Home Ad Exchange News Disney Owns Ad Tech Now; Amazon Tries Loyalty Fulfillment

Disney Owns Ad Tech Now; Amazon Tries Loyalty Fulfillment

SHARE:

Here’s today’s AdExchanger.com news round-up… Want it by email? Sign up here.

Disney’s Castle … And Walled Garden

Disney has often been discussed as a potential buyer of ad tech, but hasn’t shown much interest in the category. It bought a majority stake in the streaming video technology BAMTech in 2017, and ended up taking a $469 million write down on the deal. But now Disney is bringing on an ad tech property, TrueX, with the acquisition of 21st Century Fox. The big question for TrueX customers is whether Disney will internalize the tech, using it exclusively across Disney properties, or will retain it as a standalone ad tech business, Ad Age reports. Others major media owners face the same question, such as Comcast–Freewheel and AT&T–AppNexus. “Buyers want cross-marketplace solutions that allow us to implement in a consistent way,” says Adam Gerber, president of global media at GroupM’s Essence. “The more walled gardens that go up, the more separation that’s created, the more challenging it is for us to innovate. For us to innovate at scale we’d need to do a bunch of one-off [tests]. That’s not efficient.” More.

Seize The Moment

Amazon came out of beta with Amazon Moments, a subscription and loyalty program fulfillment solution. “Some marketers, especially in the loyalty space, created rewards programs that are points-based, and then had to figure out how to source physical products as rewards, how to get them to the customer, ship them, and so on,” Amazon’s head of digital marketing, Amir Kabbara, tells MediaPost. With Amazon Moments, a company can set requirements and their customer acquisition price, and Amazon will offer specific rewards or items that meet the price and then fulfill the delivery. It’s a way for brands and media companies to take advantage of their own research, he says. For instance, if a network knows people who watch the first seven episodes of a show tend to finish the season, it can nudge viewers by offering a reward after seven episodes. More.

Pay The Price

The EU agreed on a new copyright law Thursday that will allow publishers to negotiate licensing revenue for search results that go beyond “very short extracts” of articles, The Wall Street Journal reports. The deal was preceded by months of opposition and lobbying from both sides, and was agreed upon after France and Germany made exemptions for small internet companies that can’t afford to run licensing software. Google in particular has been lobbying hard, and even threatened to shut down Google News if the copyright law was passed. The company ran a test last year, criticized by many publishers as a ploy, that showed if the platform were to stop running text snippets below headlines, traffic from Google News would decline by 45%. More.

But Wait, There’s More!

Must Read

Comic: He Sees You When You're Streaming

IP Address Match Rates Are a Joke – And It’s No Laughing Matter

According to a new report, IP-to-email matches are accurate just 16% of the time on average, while IP-to-postal matches are accurate only 13% of the time. (Oof.)

Comic: Gamechanger (Google lost the DOJ's search antitrust case)

The DOJ And Google Sharpen Their Remedy Proposals As The Two Sides Prepare For Closing Arguments

The phrase “caution is key” has become a totem of the new age in US antitrust regulation. It was cited this week by both the DOJ and Google in support of opposing views on a possible divestiture of Google’s sell-side ad exchange.

create a network of points with nodes and connections, plain white background; use variations of green and grey for the dots and the connctions; 85% empty space

Alt Identity Provider ID5 Buys TrueData, Marking Its First-Ever Acquisition

ID5 bought TrueData mainly to tackle what ID5 CEO Mathieu Roche calls the “massive fragmentation” of digital identity, which is a problem on the user side and the provider side.

Privacy! Commerce! Connected TV! Read all about it. Subscribe to AdExchanger Newsletters

CTV Manufacturers Have A New Tool For Catching Spoofed Devices

The IAB Tech Lab’s new device attestation feature for its Open Measurement SDK provides a scaled way for original device manufacturers to confirm that ad impressions are associated with real devices.

Comic: "Deal ID, please."

The Trade Desk And PubMatic Are Done Pretending Deal IDs Work

The Trade Desk and PubMatic announced a new API-based integration for managing deal ID campaigns built atop TTD’s Price Discovery and Provisioning (PDP) API, which was announced earlier this year.

How Agentic Advertising Platform Aimy Uses Comcast’s Universal Ads API

On Monday, Brand Networks announced that Universal Ads would now be buyable through the company’s agentic ad buying platform, Aimy Ads.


The answer should be a single number: how many lines of the entries below hold the word "legend".

■ ■ ■ ■

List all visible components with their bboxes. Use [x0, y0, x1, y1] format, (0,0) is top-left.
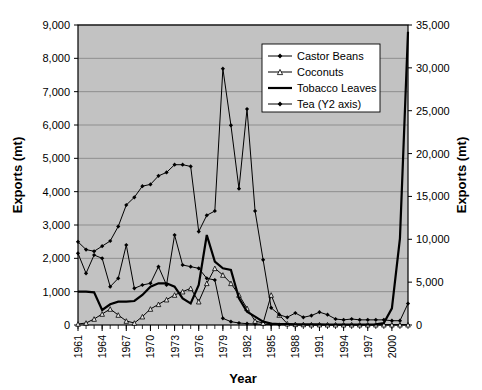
ytick-label-9000: 9,000 [42, 19, 70, 31]
xtick-label-1964: 1964 [96, 335, 108, 359]
legend-label-1: Coconuts [297, 66, 344, 78]
xtick-label-1982: 1982 [241, 335, 253, 359]
xtick-label-1967: 1967 [120, 335, 132, 359]
y2tick-label-35000: 35,000 [416, 19, 450, 31]
legend-label-3: Tea (Y2 axis) [297, 98, 361, 110]
y2tick-label-30000: 30,000 [416, 62, 450, 74]
ytick-label-7000: 7,000 [42, 86, 70, 98]
ytick-label-1000: 1,000 [42, 286, 70, 298]
xtick-label-1961: 1961 [72, 335, 84, 359]
y2-axis-title: Exports (mt) [454, 137, 469, 214]
xtick-label-1985: 1985 [265, 335, 277, 359]
exports-line-chart: 01,0002,0003,0004,0005,0006,0007,0008,00… [0, 0, 482, 390]
y-axis-title: Exports (mt) [10, 137, 25, 214]
ytick-label-8000: 8,000 [42, 52, 70, 64]
xtick-label-1973: 1973 [169, 335, 181, 359]
x-axis-title: Year [229, 371, 256, 386]
ytick-label-4000: 4,000 [42, 186, 70, 198]
ytick-label-6000: 6,000 [42, 119, 70, 131]
xtick-label-1997: 1997 [362, 335, 374, 359]
y2tick-label-20000: 20,000 [416, 148, 450, 160]
legend-label-2: Tobacco Leaves [297, 82, 377, 94]
xtick-label-1970: 1970 [144, 335, 156, 359]
xtick-label-1991: 1991 [313, 335, 325, 359]
y2tick-label-10000: 10,000 [416, 233, 450, 245]
y2tick-label-0: 0 [416, 319, 422, 331]
legend: Castor BeansCoconutsTobacco LeavesTea (Y… [262, 44, 380, 112]
xtick-label-2000: 2000 [386, 335, 398, 359]
ytick-label-2000: 2,000 [42, 252, 70, 264]
y2tick-label-25000: 25,000 [416, 105, 450, 117]
xtick-label-1988: 1988 [289, 335, 301, 359]
y2tick-label-15000: 15,000 [416, 190, 450, 202]
ytick-label-5000: 5,000 [42, 152, 70, 164]
xtick-label-1979: 1979 [217, 335, 229, 359]
ytick-label-0: 0 [64, 319, 70, 331]
chart-canvas: 01,0002,0003,0004,0005,0006,0007,0008,00… [0, 0, 482, 390]
y2tick-label-5000: 5,000 [416, 276, 444, 288]
xtick-label-1976: 1976 [193, 335, 205, 359]
ytick-label-3000: 3,000 [42, 219, 70, 231]
xtick-label-1994: 1994 [338, 335, 350, 359]
legend-label-0: Castor Beans [297, 50, 364, 62]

■ ■ ■ ■

▸ **Reply to the exercise**
5